Pennsylvania School District, Union Sued Over Work ‘Release Time’

Published March 24, 2016

A former member of the Allentown, Pennsylvania school board is suing the city’s government school district and the Allentown Education Association (AEA), the local chapter of the National Education Association teachers union, over “release-time provisions,” an entitlement benefit often included in collective bargaining agreements that allows government teachers to be paid with taxpayer funds while working for the union but not educating children.

The Fairness Center, a public-interest law firm offering free legal services, filed a lawsuit in February against the Allentown School District and AEA, challenging the district’s contract agreement with AEA President Debbie Tretter.

Something for Nothing

Scott Armstrong, a former member of the government school district’s Board of School Directors, says the district is paying Tretter’s salary as a teacher even though she is not working as a teacher. The Fairness Center filed the lawsuit on behalf of Armstrong and two other Allentown residents.

“I publicly raised the question that this couldn’t be right,” Armstrong said. “I asked at a public meeting if anyone has explored if this was even legal or not. Several weeks later, the solicitor[, John Freund,] supplied an opinion that it wasn’t legal for any school district to provide payment to someone that wasn’t providing a direct benefit to the school district and that it wasn’t legal to be paying her salary.”

Sleeping Watchdogs

Armstrong says the school board was uninterested in addressing his concern.

“This wasn’t a fight they cared to engage in, not in any way, shape, or fashion,” Armstrong said. “Why are we, who are representing the taxpayers, condoning and making it official that they pay the salary of a person who is acting as an agent against their best interests? The union president is not working for the students or the district. She’s working for her collective bargaining group.”

Officials ‘Already Knew’

Karin Sweigart, an attorney with the Fairness Center, says the government school district’s administrators are aware they are breaking the law.
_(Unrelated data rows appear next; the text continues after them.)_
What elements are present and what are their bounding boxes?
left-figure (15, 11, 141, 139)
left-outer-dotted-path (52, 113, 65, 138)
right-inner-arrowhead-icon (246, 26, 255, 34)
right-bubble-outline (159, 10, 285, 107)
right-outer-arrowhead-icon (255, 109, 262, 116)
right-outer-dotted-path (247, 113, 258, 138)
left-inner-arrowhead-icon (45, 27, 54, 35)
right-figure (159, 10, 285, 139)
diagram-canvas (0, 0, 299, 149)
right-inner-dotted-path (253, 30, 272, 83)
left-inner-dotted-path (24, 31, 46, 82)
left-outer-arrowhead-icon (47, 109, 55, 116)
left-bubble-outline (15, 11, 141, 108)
“Allentown already knew this was a problem for them legally,” Sweigart said. “Public dollars should not be going to the president of a private association. The baseline of it is teachers should be paid to teach, and this is union work.”

Sweigart says the plaintiffs are demanding repayment of the illegally funneled funds.
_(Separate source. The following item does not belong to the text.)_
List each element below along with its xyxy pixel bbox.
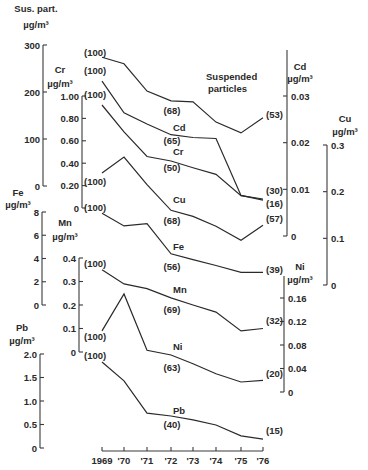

“We’re asking the Allentown School District and union to reimburse the school district and the State of Pennsylvania for the money they have used inappropriately, which since 2000 has been more than $1.3 million,” Sweigart said. “We don’t know how much more, because the information the school gave us was incomplete. They weren’t able to get us all the records in time.”

‘Just Not Fair’

Bob Dick, a policy analyst at the Commonwealth Foundation for Public Policy Alternatives, says ending union release time is in the best interests of students, teachers, and the school district itself.

“This is coming at a time when the Allentown School District is in financial straits and actually had to lay off 270-plus teachers since 2011,” Dick said. “It’s just not fair to those teachers and students and taxpayers that this one teacher is still being paid for time spent away.”

Kate Patrick ([email protected]) writes from Clarksville, Ohio.